#trucker
79 words tagged “trucker”
Running with an empty trailer — moving freight-less miles you don't get paid for.
The extra decorative marker lights bolted all over a show truck.
A speed-radar trap set up by the cops.
CB operator using illegally modified out-of-band frequencies.
The grass median strip between highway lanes.
Acknowledged. Got it. Message received.
Duct tape doing the job a bodyshop should.
A Peterbilt truck — the chrome-laden status symbol of long-haul trucking.
Cop car — named for the spinning dome lights on top.
A deer on the road — alive, dead, or about to be a hood ornament.
Diesel — what makes the big iron move.
A state trooper, named for the hat that looks like Smokey Bear's.
Changing gears in a heavy truck without using the clutch.
A small-town or city cop.
A highway rest area — often with a cruising reputation.
A cop who's listening to the CB channel.
A motorcyclist riding without a helmet.
Emergency traffic — everyone else shut up and clear the channel.
Asking permission to cut in on a CB channel.
A truck-stop diner with food that earns the name.
An operator with a weak, muddy signal you can barely make out.
Cash, or money for tolls and fines.
A state trooper — the apex predator of the highway.
No. The CB radio way of saying it.
A rest area — somewhere to crash out legally.
Old-school CB term for a fellow trucker — but the meaning flipped.
A female police officer.
Drop one trailer, hook another, keep moving.
An unmarked police car.
Listening to the CB without saying anything.
A driver running a chromed-out show truck — often the kind that hauls live poultry.
A classic long-hood conventional semi — the kind that takes up real estate.
A truck riding safely tucked between the lead and tail of a convoy.
The lead truck in a convoy scouting for cops ahead.
A traffic ticket — useless paper to frame on your wall.
A motorcycle cop.
Blowing past an open weigh station without pulling in — illegal and risky.

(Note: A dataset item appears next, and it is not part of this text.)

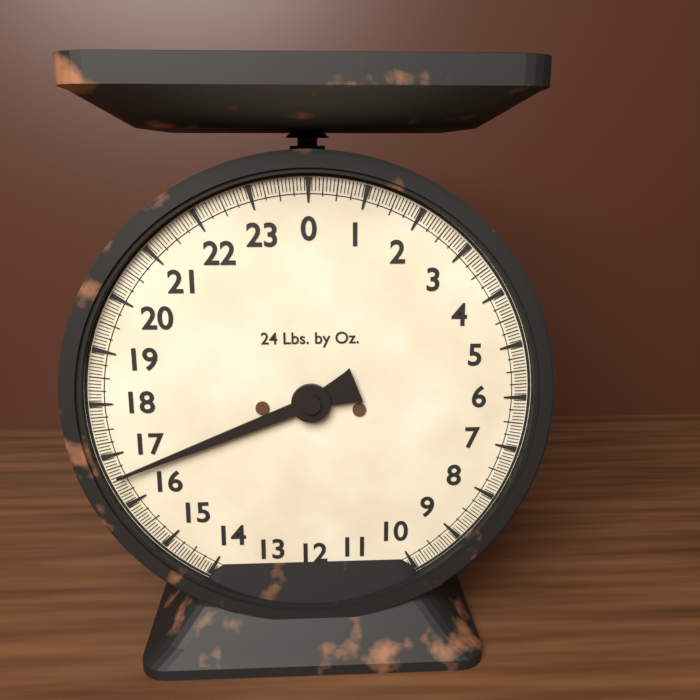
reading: 16.5625 lb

Your on-air nickname on the CB — never your real name.
Any non-truck passenger vehicle — a regular car.
Loud and clear — a signal coming in perfect.
An attractive woman in a passing car.
Loudmouth who won't shut up on the channel.
A driver who runs livestock — cattle, hogs, sheep — in a slatted trailer.
A driver hauling explosives or other dangerously volatile freight.
The return leg of a trip — heading back the way you came.
Getting a ticket — or speeding hard enough you're about to.
A prostitute working the truck-stop lots.
A radar detector — sniffs out cops the way a bird-dog sniffs out game.
A refrigerated trailer — the kind that hauls frozen and chilled freight.
A county sheriff or deputy.
The police station — where the bears den up.
55 miles per hour.
A highway mile marker post.
An International Harvester truck.
A speeding four-wheeler ahead of you who'll get pulled over first.
An illegal linear amplifier that boosts a CB radio way past legal power.
A semi-truck driving with no trailer attached — just the tractor unit on its own.
A cop watching traffic from a plane or chopper.
Pit stop — pulling over for a bathroom break.
Your location. "What's your 20?" = where are you?
An engine compression brake that lets a diesel slow itself with a loud rapid-fire bark.
Are you listening to the CB right now?
Out of legal driving hours under HOS rules.
A Freightliner tractor.
Any cop, on or off the highway.
A speeding ticket handed out by the cops.
Truck weigh station — where the rigs get penned up and checked.
An auto-transporter — the truck that hauls a stack of cars.
A male cop, or a senior officer on the road.
A Kenworth tractor.
The fast lane / passing lane on a highway.
A rookie cop, fresh out of the academy.
A flatbed trailer with its load tarped down.
Floor it — pedal to the metal, full speed.
Best wishes — the CB sign-off.
A cop holding a radar gun like a camera.
Pulled over and ticketed by a cop.
The rear truck in a convoy watching for cops coming up behind.
I heard you and understood the message.